Edition · May 31, 2025

The Daily Fuckup: Backfill Edition for May 31, 2025

Trump’s tariff machine kept sawing through the floorboards, with courts, businesses, and even the administration’s own legal story colliding in public.

Saturday, May 31, 2025 was another bad day for the White House’s tariff crusade. The administration was scrambling to keep broad import duties alive after a federal court had blocked them, an appeals court had partially revived them, and the legal logic behind the whole program kept looking shakier than the rhetoric around it. That’s not just a policy fight; it’s a visible sign that Trump’s signature economic gambit was hitting institutional resistance, business panic, and reputational drag all at once. The day’s strongest Trump-world screwup was the ongoing tariff mess, which had become the kind of self-inflicted uncertainty that markets, importers, and judges all hate for different reasons.

Closing take

The pattern here is the story: Trump’s team wanted tariffs to look like power, but by May 31 they looked increasingly like improvisation. The more the administration leaned on emergency language and swagger, the more it invited court challenges, business backlash, and questions about whether the policy had any durable legal footing at all.

Ranked by how bad the fuckup was

5 stars means maximum fallout. 1 star means a smaller self-own.

Story

Trump’s Tariff Blitz Keeps Boomeranging Into Court, Confusion, and Damage Control

★★★★☆Fuckup rating 4/5 Serious fuckup

A federal trade court had already blocked the White House’s broad tariff plan, then an appeals court paused that ruling, leaving importers and allies stuck in legal limbo on May 31. The administration insisted it could keep going, but the whiplash was the point: Trump’s big economic showpiece was turning into a rolling institutional fight with real-world costs.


Task goal: Everything from the line containing "How large is" to the last line of the listing below, inclusive, is what you should output, exactly as it appears.

Exercise materials:
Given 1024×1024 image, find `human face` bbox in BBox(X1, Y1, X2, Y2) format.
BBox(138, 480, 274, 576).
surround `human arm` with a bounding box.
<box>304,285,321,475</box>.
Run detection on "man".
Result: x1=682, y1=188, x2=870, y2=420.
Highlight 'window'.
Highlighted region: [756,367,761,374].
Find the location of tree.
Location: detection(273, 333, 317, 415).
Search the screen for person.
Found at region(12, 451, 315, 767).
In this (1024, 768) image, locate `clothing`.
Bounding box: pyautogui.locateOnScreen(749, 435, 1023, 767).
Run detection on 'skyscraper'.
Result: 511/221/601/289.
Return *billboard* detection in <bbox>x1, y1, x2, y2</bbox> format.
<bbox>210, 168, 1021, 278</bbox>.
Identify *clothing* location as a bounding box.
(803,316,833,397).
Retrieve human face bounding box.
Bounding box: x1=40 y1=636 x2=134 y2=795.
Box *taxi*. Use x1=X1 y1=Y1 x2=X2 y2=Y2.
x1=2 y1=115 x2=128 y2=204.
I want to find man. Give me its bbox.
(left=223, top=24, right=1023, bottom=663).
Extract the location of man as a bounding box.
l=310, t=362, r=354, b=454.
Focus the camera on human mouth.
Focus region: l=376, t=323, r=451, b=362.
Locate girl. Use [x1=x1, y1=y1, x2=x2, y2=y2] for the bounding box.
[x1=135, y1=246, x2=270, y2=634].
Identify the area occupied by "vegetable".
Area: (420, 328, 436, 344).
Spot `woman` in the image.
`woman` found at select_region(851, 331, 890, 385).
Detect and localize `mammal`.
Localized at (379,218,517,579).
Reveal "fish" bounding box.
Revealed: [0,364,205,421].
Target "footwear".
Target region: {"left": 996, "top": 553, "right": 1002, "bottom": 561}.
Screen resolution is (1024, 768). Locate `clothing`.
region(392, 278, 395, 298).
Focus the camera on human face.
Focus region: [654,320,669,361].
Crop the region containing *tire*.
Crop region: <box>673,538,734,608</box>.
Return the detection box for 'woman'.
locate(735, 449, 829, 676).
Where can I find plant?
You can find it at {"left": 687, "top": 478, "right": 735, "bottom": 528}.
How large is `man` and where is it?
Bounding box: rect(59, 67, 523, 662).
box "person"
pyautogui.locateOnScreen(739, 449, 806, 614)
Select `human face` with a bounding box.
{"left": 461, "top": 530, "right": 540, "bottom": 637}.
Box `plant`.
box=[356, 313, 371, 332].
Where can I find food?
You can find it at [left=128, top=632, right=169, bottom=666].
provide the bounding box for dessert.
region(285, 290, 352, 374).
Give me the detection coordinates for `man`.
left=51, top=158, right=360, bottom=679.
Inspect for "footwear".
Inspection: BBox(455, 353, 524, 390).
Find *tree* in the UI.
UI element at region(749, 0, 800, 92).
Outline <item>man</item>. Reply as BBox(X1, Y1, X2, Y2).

Exercise answer:
How large is `man` and where is it?
Bounding box: rect(59, 67, 523, 662).
box "person"
pyautogui.locateOnScreen(739, 449, 806, 614)
Select `human face` with a bounding box.
{"left": 461, "top": 530, "right": 540, "bottom": 637}.
Box `plant`.
box=[356, 313, 371, 332].
Where can I find food?
You can find it at [left=128, top=632, right=169, bottom=666].
provide the bounding box for dessert.
region(285, 290, 352, 374).
Give me the detection coordinates for `man`.
left=51, top=158, right=360, bottom=679.
Inspect for "footwear".
Inspection: BBox(455, 353, 524, 390).
Find *tree* in the UI.
UI element at region(749, 0, 800, 92).
Outline <item>man</item>. Reply as BBox(X1, Y1, X2, Y2).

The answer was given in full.